On Thursday, June 19, the Hirshhorn Museum and Sculpture Garden opens the second installment of The Cinema Effect: Illusion, Reality, and the Moving Image, titled Part II: Realisms. While Part I: Dreams addressed film’s ability to transport viewers out of their everyday lives and into the darker recesses of the imagination, Realisms explores the irony that in an age where documenting “real life” is made ever easier, the line between fact and fiction becomes increasingly complicated.

Pierre Huyghe (Season 4) is one of nineteen artists in Realisms. In his work, “The Third Memory” (1999), Huyghe gives John Wojtowicz, the bank robber portrayed by Al Pacino in Sidney Lumet’s 1975 film Dog Day Afternoon, a chance to recount his version of the events that inspired the film. Huyghe’s work reveals that, as time goes on, Wojtowicz’s memory of the actual robbery has become intertwined with the story as portrayed in Lumet’s film. Part I: Dreams also included Art21 artists Teresa Hubbard/Alexander Birchler (Season 3). Recently they spoke about their process, artwork, and part one of the exhibition in the museum’s public program series, Meet the Artists, which exists as a podcast.

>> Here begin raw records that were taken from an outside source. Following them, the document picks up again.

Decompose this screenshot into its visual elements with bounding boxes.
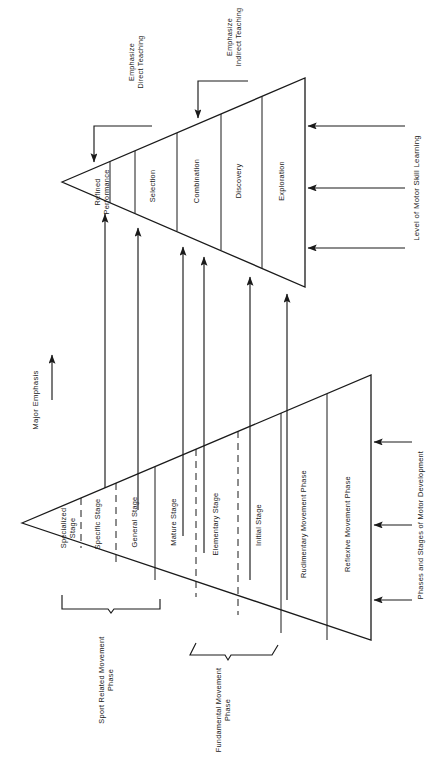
brace-fundamental-line2: Phase bbox=[223, 699, 232, 721]
motor-skill-learning-axis: Level of Motor Skill Learning bbox=[308, 126, 421, 248]
band-label-exploration: Exploration bbox=[277, 161, 286, 201]
major-emphasis-label: Major Emphasis bbox=[31, 370, 40, 429]
band-label-specialized-stage-line1: Specialized bbox=[59, 508, 68, 549]
major-emphasis-axis: Major Emphasis bbox=[31, 355, 52, 430]
band-label-refined-performance-line1: Refined bbox=[93, 178, 102, 205]
callout-indirect-teaching: Emphasize Indirect Teaching bbox=[198, 8, 248, 118]
upper-band-labels: Refined Performance Selection Combinatio… bbox=[93, 159, 286, 215]
motor-development-axis: Phases and Stages of Motor Development bbox=[374, 442, 425, 600]
band-label-mature-stage: Mature Stage bbox=[169, 498, 178, 545]
band-label-refined-performance-line2: Performance bbox=[102, 169, 111, 214]
band-label-discovery: Discovery bbox=[234, 164, 243, 199]
band-label-selection: Selection bbox=[148, 170, 157, 203]
motor-development-axis-label: Phases and Stages of Motor Development bbox=[416, 451, 425, 599]
band-label-specialized-stage-line2: Stage bbox=[68, 518, 77, 539]
callout-direct-teaching-line1: Emphasize bbox=[127, 43, 136, 81]
motor-development-diagram: Major Emphasis Refined Performance Selec… bbox=[0, 0, 435, 762]
band-label-combination: Combination bbox=[192, 159, 201, 203]
band-label-specific-stage: Specific Stage bbox=[93, 499, 102, 550]
lower-triangle-group: Specialized Stage Specific Stage General… bbox=[22, 375, 425, 752]
brace-sport-related-path bbox=[62, 595, 160, 613]
callout-indirect-teaching-line1: Emphasize bbox=[225, 18, 234, 56]
band-label-rudimentary-movement-phase: Rudimentary Movement Phase bbox=[299, 470, 308, 578]
brace-fundamental-movement: Fundamental Movement Phase bbox=[190, 643, 278, 752]
band-label-initial-stage: Initial Stage bbox=[254, 504, 263, 546]
motor-skill-learning-axis-label: Level of Motor Skill Learning bbox=[412, 135, 421, 241]
callout-direct-teaching: Emphasize Direct Teaching bbox=[94, 35, 152, 162]
brace-fundamental-line1: Fundamental Movement bbox=[214, 668, 223, 753]
brace-sport-related-line2: Phase bbox=[106, 669, 115, 691]
figure-canvas: Major Emphasis Refined Performance Selec… bbox=[0, 0, 435, 762]
callout-indirect-teaching-line2: Indirect Teaching bbox=[234, 8, 243, 66]
callout-direct-teaching-line2: Direct Teaching bbox=[136, 35, 145, 88]
brace-sport-related-movement: Sport Related Movement Phase bbox=[62, 595, 160, 724]
band-label-reflexive-movement-phase: Reflexive Movement Phase bbox=[343, 476, 352, 572]
upper-triangle-group: Refined Performance Selection Combinatio… bbox=[62, 8, 421, 287]
brace-sport-related-line1: Sport Related Movement bbox=[97, 636, 106, 723]
lower-band-labels: Specialized Stage Specific Stage General… bbox=[59, 470, 352, 578]
band-label-general-stage: General Stage bbox=[130, 497, 139, 548]
lower-triangle-outline bbox=[22, 375, 371, 640]
brace-fundamental-path bbox=[190, 643, 278, 660]
band-label-elementary-stage: Elementary Stage bbox=[211, 493, 220, 556]
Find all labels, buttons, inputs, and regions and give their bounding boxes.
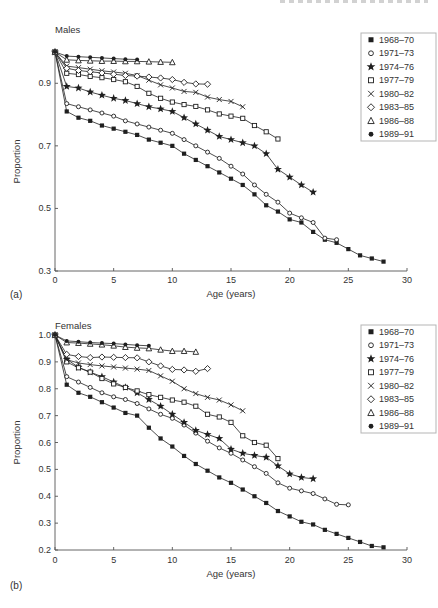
square-filled-marker-icon	[288, 514, 292, 518]
circle-filled-marker-icon	[76, 55, 80, 59]
y-tick-label: 0.3	[38, 518, 51, 528]
circle-open-marker-icon	[299, 489, 303, 493]
square-open-marker-icon	[76, 366, 80, 370]
square-open-marker-icon	[135, 389, 139, 393]
legend-item-label: 1986–88	[379, 408, 414, 418]
circle-open-marker-icon	[135, 402, 139, 406]
square-filled-marker-icon	[381, 260, 385, 264]
square-filled-marker-icon	[381, 545, 385, 549]
axes	[55, 333, 407, 550]
square-filled-marker-icon	[147, 426, 151, 430]
square-open-marker-icon	[369, 78, 374, 83]
circle-open-marker-icon	[100, 391, 104, 395]
series-1971-73	[53, 333, 350, 507]
circle-open-marker-icon	[252, 183, 256, 187]
circle-open-marker-icon	[311, 492, 315, 496]
circle-filled-marker-icon	[112, 57, 116, 61]
y-tick-label: 0.4	[38, 491, 51, 501]
chart-males: 0510152025300.90.70.50.3MalesAge (years)…	[0, 0, 438, 305]
circle-open-marker-icon	[112, 395, 116, 399]
square-open-marker-icon	[369, 370, 374, 375]
x-axis-label: Age (years)	[206, 288, 255, 299]
x-marker-icon	[240, 408, 245, 413]
x-marker-icon	[193, 391, 198, 396]
chart-title: Females	[55, 320, 92, 331]
square-filled-marker-icon	[217, 475, 221, 479]
circle-filled-marker-icon	[135, 343, 139, 347]
diamond-open-marker-icon	[146, 359, 152, 365]
y-tick-label: 0.2	[38, 545, 51, 555]
x-marker-icon	[158, 82, 163, 87]
x-marker-icon	[182, 386, 187, 391]
diamond-open-marker-icon	[169, 366, 175, 372]
square-open-marker-icon	[229, 114, 233, 118]
star-filled-marker-icon	[286, 470, 294, 478]
star-filled-marker-icon	[86, 88, 94, 96]
square-open-marker-icon	[229, 420, 233, 424]
diamond-open-marker-icon	[99, 354, 105, 360]
series-1983-85	[52, 49, 211, 87]
square-open-marker-icon	[147, 393, 151, 397]
circle-open-marker-icon	[112, 114, 116, 118]
circle-open-marker-icon	[288, 211, 292, 215]
circle-open-marker-icon	[264, 471, 268, 475]
circle-open-marker-icon	[252, 465, 256, 469]
diamond-open-marker-icon	[193, 368, 199, 374]
legend-item-label: 1974–76	[379, 354, 414, 364]
square-open-marker-icon	[205, 108, 209, 112]
square-filled-marker-icon	[135, 133, 139, 137]
circle-open-marker-icon	[170, 131, 174, 135]
star-filled-marker-icon	[192, 120, 200, 128]
square-filled-marker-icon	[88, 395, 92, 399]
square-open-marker-icon	[170, 398, 174, 402]
circle-open-marker-icon	[159, 412, 163, 416]
square-open-marker-icon	[159, 395, 163, 399]
x-marker-icon	[170, 379, 175, 384]
circle-open-marker-icon	[217, 156, 221, 160]
legend-item-label: 1968–70	[379, 35, 414, 45]
x-marker-icon	[170, 85, 175, 90]
y-tick-label: 1.0	[38, 330, 51, 340]
legend-item-label: 1971–73	[379, 48, 414, 58]
circle-open-marker-icon	[241, 458, 245, 462]
circle-open-marker-icon	[123, 398, 127, 402]
x-marker-icon	[158, 373, 163, 378]
square-open-marker-icon	[217, 112, 221, 116]
star-filled-marker-icon	[309, 475, 317, 483]
square-open-marker-icon	[194, 404, 198, 408]
star-filled-marker-icon	[309, 188, 317, 196]
x-tick-label: 5	[111, 275, 116, 285]
legend-item-label: 1986–88	[379, 116, 414, 126]
circle-open-marker-icon	[206, 150, 210, 154]
circle-open-marker-icon	[65, 375, 69, 379]
square-filled-marker-icon	[241, 183, 245, 187]
square-filled-marker-icon	[311, 522, 315, 526]
y-tick-label: 0.8	[38, 384, 51, 394]
panel-label: (b)	[10, 580, 22, 591]
circle-open-marker-icon	[88, 385, 92, 389]
square-filled-marker-icon	[358, 540, 362, 544]
square-filled-marker-icon	[370, 256, 374, 260]
square-filled-marker-icon	[241, 487, 245, 491]
x-tick-label: 10	[167, 275, 177, 285]
square-filled-marker-icon	[65, 109, 69, 113]
star-filled-marker-icon	[227, 135, 235, 143]
circle-open-marker-icon	[369, 343, 374, 348]
star-filled-marker-icon	[262, 149, 270, 157]
x-marker-icon	[217, 398, 222, 403]
square-filled-marker-icon	[123, 411, 127, 415]
diamond-open-marker-icon	[122, 354, 128, 360]
star-filled-marker-icon	[239, 139, 247, 147]
square-filled-marker-icon	[147, 138, 151, 142]
x-tick-label: 5	[111, 555, 116, 565]
y-axis-label: Proportion	[11, 140, 22, 184]
circle-open-marker-icon	[206, 439, 210, 443]
square-open-marker-icon	[241, 116, 245, 120]
x-tick-label: 25	[343, 275, 353, 285]
square-filled-marker-icon	[88, 119, 92, 123]
square-open-marker-icon	[135, 84, 139, 88]
legend-item-label: 1977–79	[379, 367, 414, 377]
circle-filled-marker-icon	[147, 344, 151, 348]
chart-title: Males	[55, 24, 81, 35]
diamond-open-marker-icon	[134, 355, 140, 361]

Part II: Realisms, on view through September 7, also includes works by Candice Breitz, Matthew Buckingham, Paul Chan, Ian Charlesworth, Phil Collins, Jeremy Deller, Kota Ezawa, Omer Fast, Runa Islam, Christian Jankowski, Isaac Julien, Michèle Magema, Julian Rosefeldt, Corinna Schnitt, Mungo Thomson, Kerry Tribe, Francesco Vezzoli and Artur Zmijewski.

Image: Pierre Huyghe “The Third Memory,” video still 1999 © Pierre Huyghe, courtesy Marian Goodman Gallery, Paris/New York.